Upgraded to Pebble 1.4
This morning I upgraded to Pebble 1.4 from the 1.4.1 beta release. Although 1.4.1 was quite stable, the new release came with several additional features. All in all, the upgrade was fairly painless. I did have to edit a couple jsp files to add links and update my theme's css file to configure the color scheme, but these activities took only a few minutes.
If you are currently searching for blog software, at least give pebble a look. Its well worth the 5 minutes it takes to setup. Kudos to Simon Brown!
Hibernate, Struts, Tomcat, MySQL in 15 min or less
Or your money back!
Ive been meaning to evaluate Hibernate for some time now. Actually, my goal is to evaluate and create sample apps using several persistence frameworks(JDO and Entity Bean 2 CMP as well). Anyway, back to Hibernate. Rather than trying countless combinations to get hibernate incorporated into a web app, I thought a hello world or example project would be a step in the right direction. Unfortunately, I didn't see anything quite like that @ hibernate.org. Since JBoss is pro hibernate and Im a JBoss advocate, I thought a look there was in order. Like most things that have to do with JBoss, JBoss.org seemed to be the last place id find useful documentation. For some reason I can never find decent documentation from the Jboss folks. Anyone else feel that way? Maybe its just me, but thats another story. Anyway, I proceeded to google my query and stumbled upon a blog entry by Ed Hand. It was just what the doctor ordered. A clean and concise, step by step example of getting a single page working. A well documented hello world if you will. So here's to you, Mr Well Documented Hibernate WebApp Creator <spoken in the same tone as the Real Men of Genius Commercials>
Apple Switch Parody
I stumbled upon this a while back and thought it was pretty funny. Just got around to posting it.
Incompetent browser detection woes
Norman Richards wrote
I have to agree with Norman on this one. I too stumbled upon MBNA's recent upgrade while attempting to pay my bill online. The first thought that came to my mind, was how dare they alienate non IE/Netscape browsers. Paying a bill shouldn't require specialized functionality that only IE/Netscape can provide. For crying out loud, its an https connection where a few parameters of data go back and forth. Anyway, my next thought was, I wonder if they even attempted to test their site with Safari. I, like Norman, have the Safari debug menu enabled and once I told Safari to masquerade itself as Netscape all was well.
The real question is why in the world would they restrict certain browsers from rendering the site. Id be okay if they had disclaimers saying, "best viewed using internet exploder version X". At least then they are not writing code to alienate me. They are merely stating that it may not function properly using another browser. The key word being may. If they aren't sure that it won't work, don't tell me it won't. I did send in a nastygram stating my position. Of course, I have not heard back.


_EXERCISE PROMPT_: Apart from the pictures, every line below is to be set down exactly.

[Extracted records]
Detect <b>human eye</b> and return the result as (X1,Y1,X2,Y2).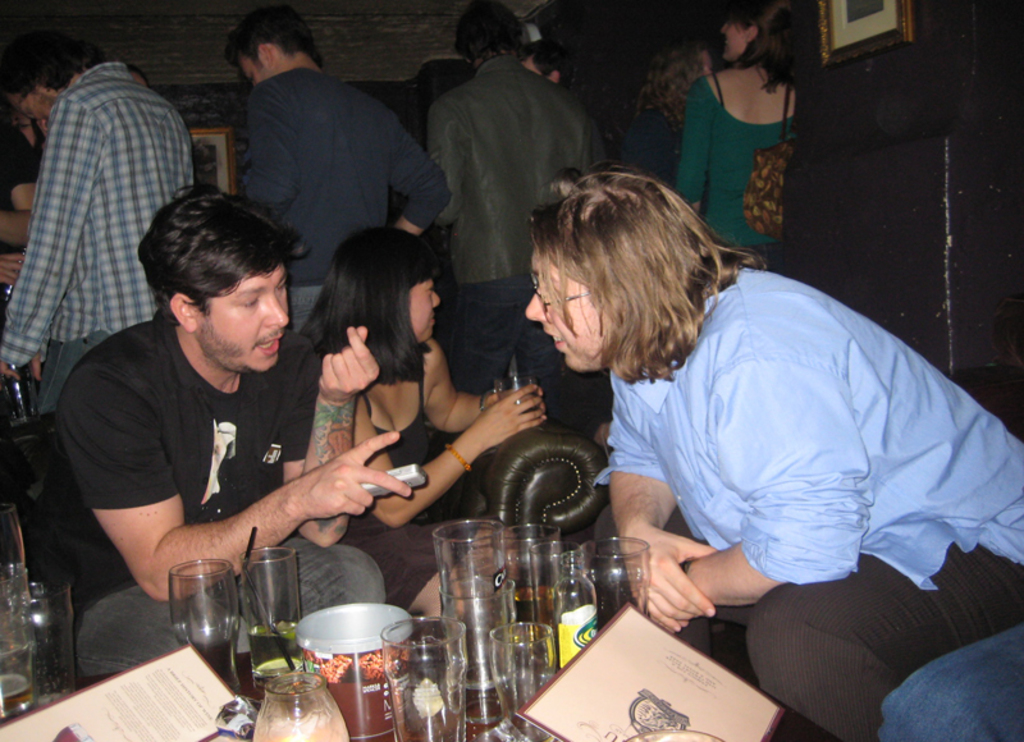
(425,281,433,297).
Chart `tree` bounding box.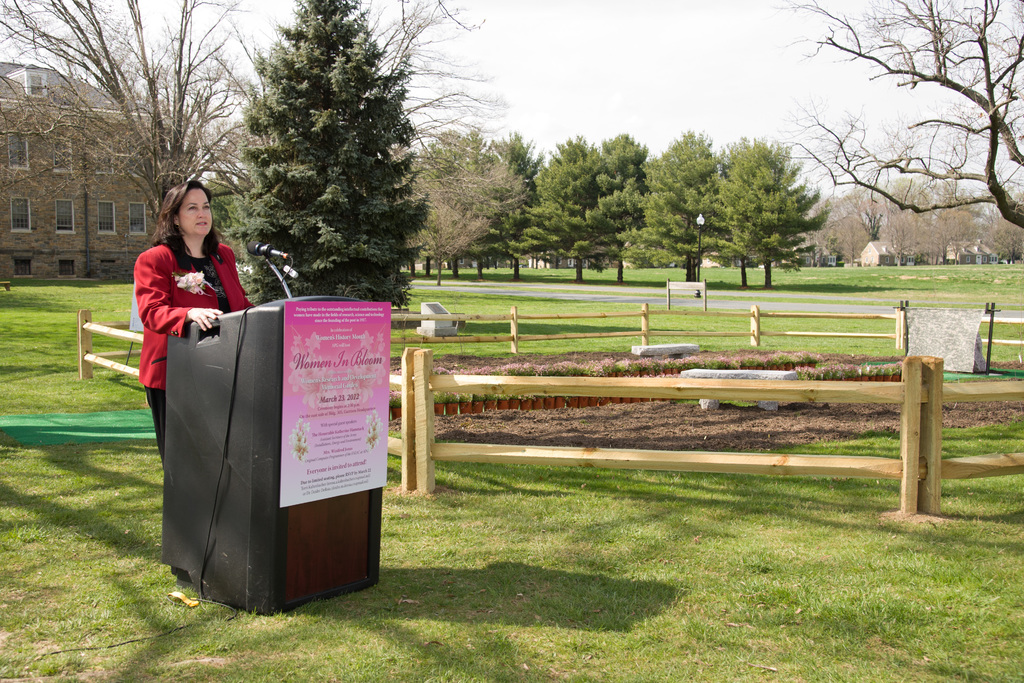
Charted: <region>769, 0, 1023, 228</region>.
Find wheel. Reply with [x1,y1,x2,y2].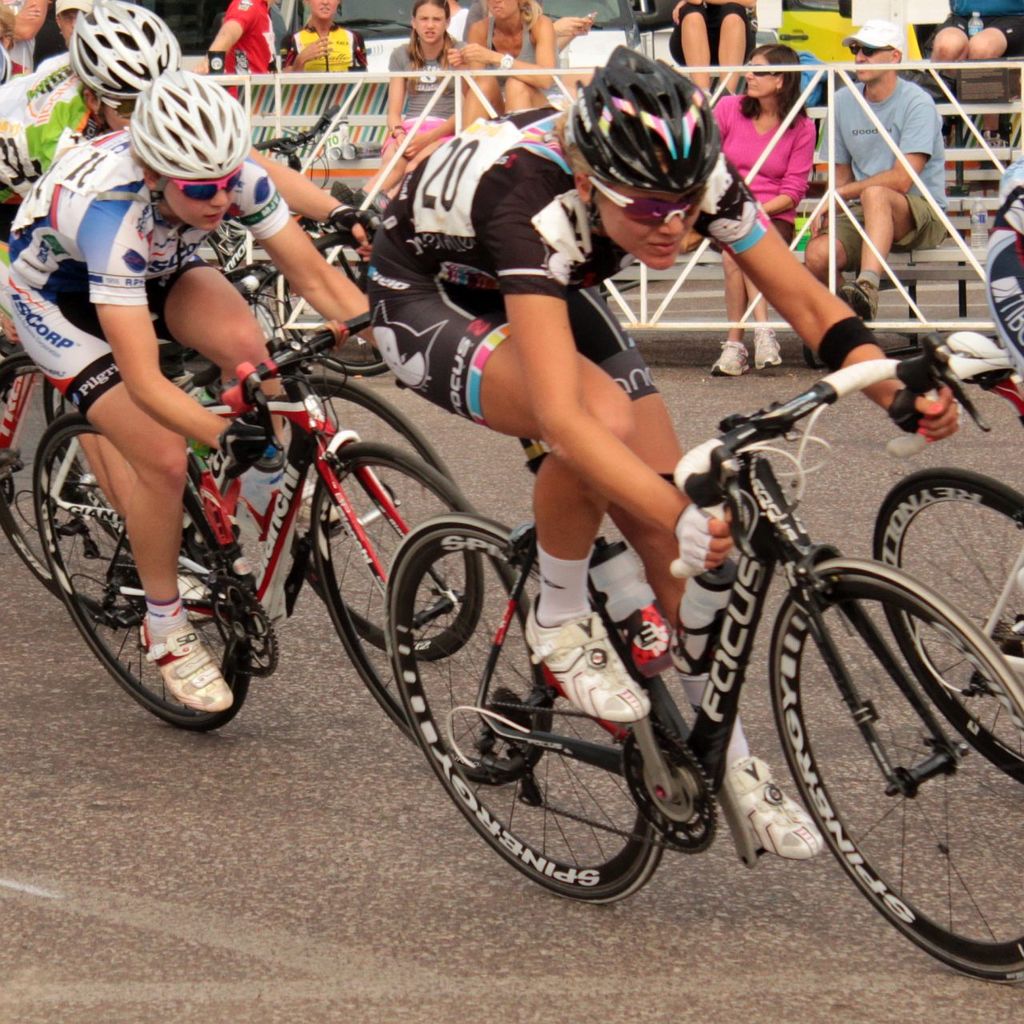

_SOLUTION_:
Detect <b>human eye</b> and return the result as (X1,Y1,X2,Y2).
(425,281,433,297).
Chart `tree` bounding box.
Charted: <region>769, 0, 1023, 228</region>.
Find wheel. Reply with [x1,y1,x2,y2].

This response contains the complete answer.